Newcastle United could have astonishingly paid £265.2m for club-record signing

Newcastle United paid a world-record fee to sign Alan Shearer from Blackburn Rovers in 1996
St James' Park, the home of Newcastle UnitedSt James' Park, the home of Newcastle United
St James' Park, the home of Newcastle United

Newcastle United would have needed to stump up a staggering £265.2million to sign Alan Shearer in today's money.

Millions across the country are feeling the pinch of rising costs. Everything from energy bills to food shopping has skyrocketed following the Covid-19 pandemic.

Hide Ad
Hide Ad

Rewind to the mid-90s and anyone old enough to remember those halcyon days will reminisce in fondness. For Newcastle fans, they were still coming to terms with being pipped to the Premier League title by Manchester United.

Kevin Keegan’s “Entertainers” blew a 12-point lead in one of English football’s most iconic campaigns - a wound that still stings to this day. Just months later, Euro 96 fever engulfed the nation.

Football came home for the first time in 30 years but that, too, ended in heartbreak. The Three Lions hosted the tournament but were cruelly dumped out by Germany on penalties in the semi-finals.

St James’ Park held three fixtures, with the great France side featuring the likes of Zinedine Zidane kick-starting their campaign on Tyneside. While England failed to end their trophy drought, Shearer propelled himself to global superstardom, with his five strikes earning him the Golden Boot.

Hide Ad
Hide Ad

He had clinched Premier League glory with Blackburn Rovers a year earlier and now was time for him to showcase his talents on the biggest stage. Shearer’s impressive form ignited a transfer tug-of-war as Real Madrid, Man United and Newcastle approached the striker.

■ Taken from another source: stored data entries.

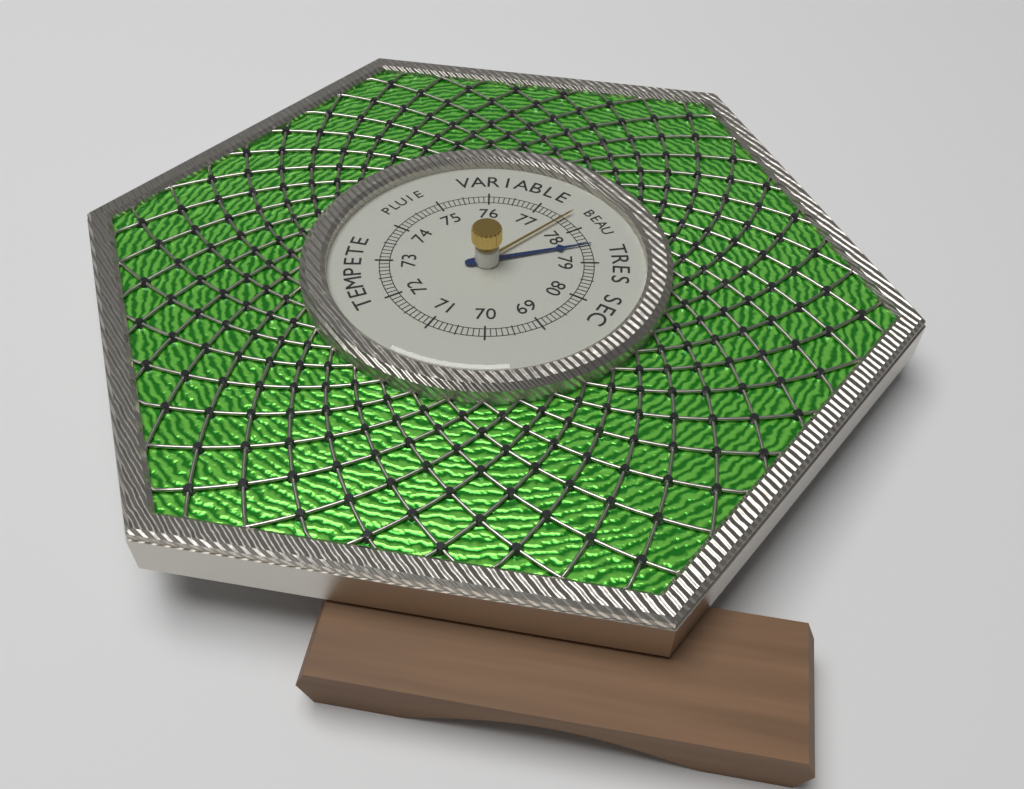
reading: 78.5 (no unit)
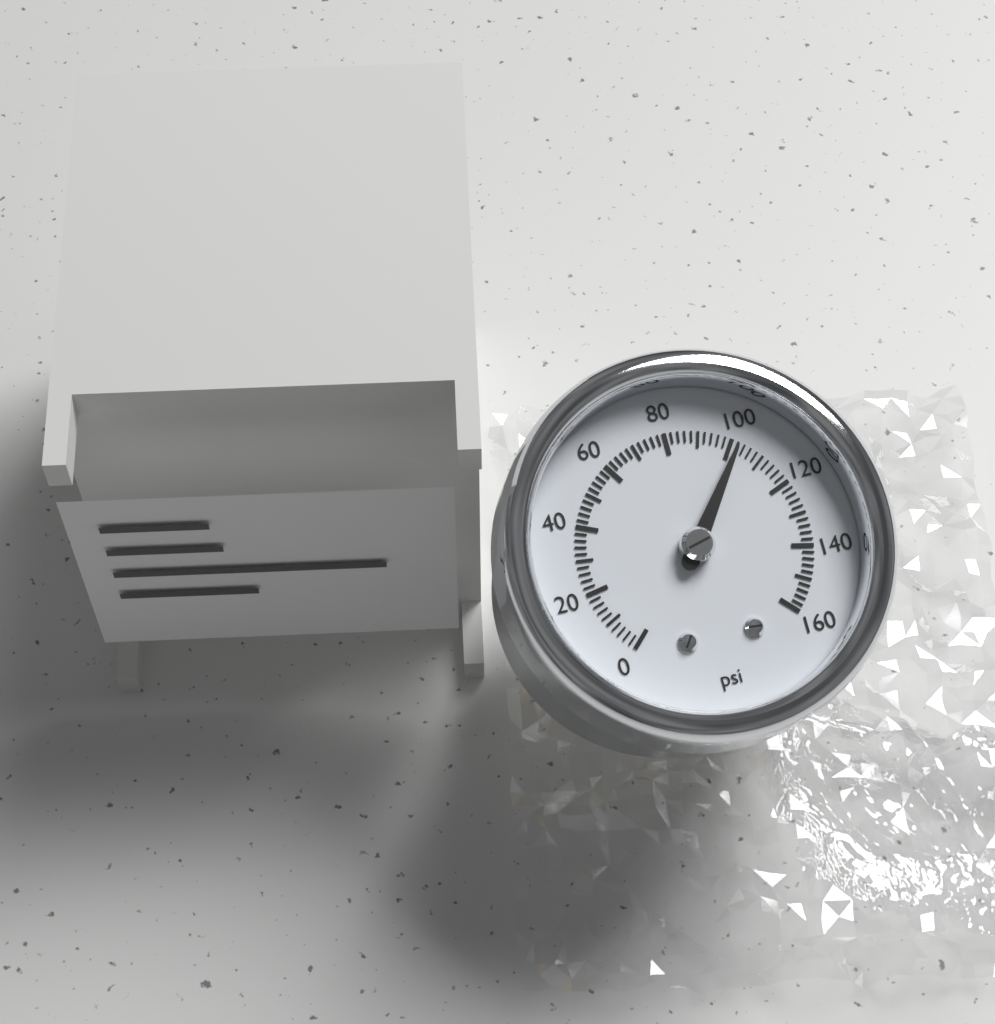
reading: 102 psi
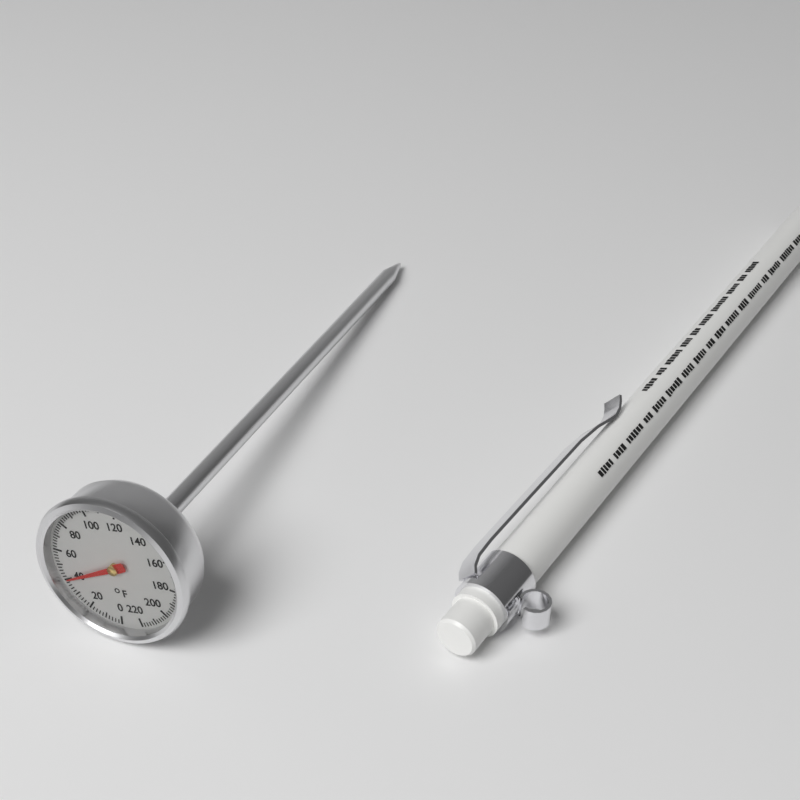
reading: 40 °F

Ultimately, the former Blackburn man decided to return home and don the No.9 shirt - for a cool £15million. Sir John Hall headhunted Shearer as the man to lead an ambitious new era at Newcastle - sending a warning to the rest of the Premier League.

The silverware never came but Shearer would go down as a club icon - bagging 206 times to cement his status as the club’s greatest goalscorer. Fresh calculations by football financial expert Kieran Maguire list the world-record fee paid in 1996 would translate to £265.2million today.

For context, that figure shatters the £200million Paris Saint-Germain forked out to prise Neymar from Barcelona in 2017. A pint of lager, in case anyone was wondering, cost £1.70 - compared to £4.70 at present.

Related topics:

Comment Guidelines

National World encourages reader discussion on our stories. User feedback, insights and back-and-forth exchanges add a rich layer of context to reporting. Please review our Community Guidelines before commenting.